The authors tackled combinatorial reinforcement learning with preference feedback, achieving nearly minimax-optimal regret with their proposed algorithm MNL-VQL. This addresses real-world scenarios such as recommender systems and online advertising.

In this paper, we consider combinatorial reinforcement learning with preference feedback, where a learning agent sequentially offers an action--an assortment of multiple items to--a user, whose preference feedback follows a multinomial logistic (MNL) model. This framework allows us to model real-world scenarios, particularly those involving long-term user engagement, such as in recommender systems and online advertising. However, this framework faces two main challenges: (1) the unknown value of each item, unlike traditional MNL bandits that only address single-step preference feedback, and (2) the difficulty of ensuring optimism while maintaining tractable assortment selection in the combinatorial action space with unknown values.
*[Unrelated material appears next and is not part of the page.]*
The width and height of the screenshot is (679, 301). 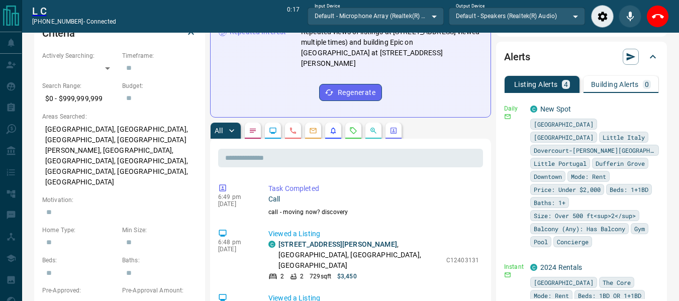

In this paper, we assume a contextual MNL preference model, where the mean utilities are linear, and the value of each item is approximated by a general function. We propose an algorithm, MNL-VQL, that addresses these challenges, making it both computationally and statistically efficient. As a special case, for linear MDPs (with the MNL preference feedback), we establish the first regret lower bound in this framework and show that MNL-VQL achieves nearly minimax-optimal regret. To the best of our knowledge, this is the first work to provide statistical guarantees in combinatorial RL with preference feedback.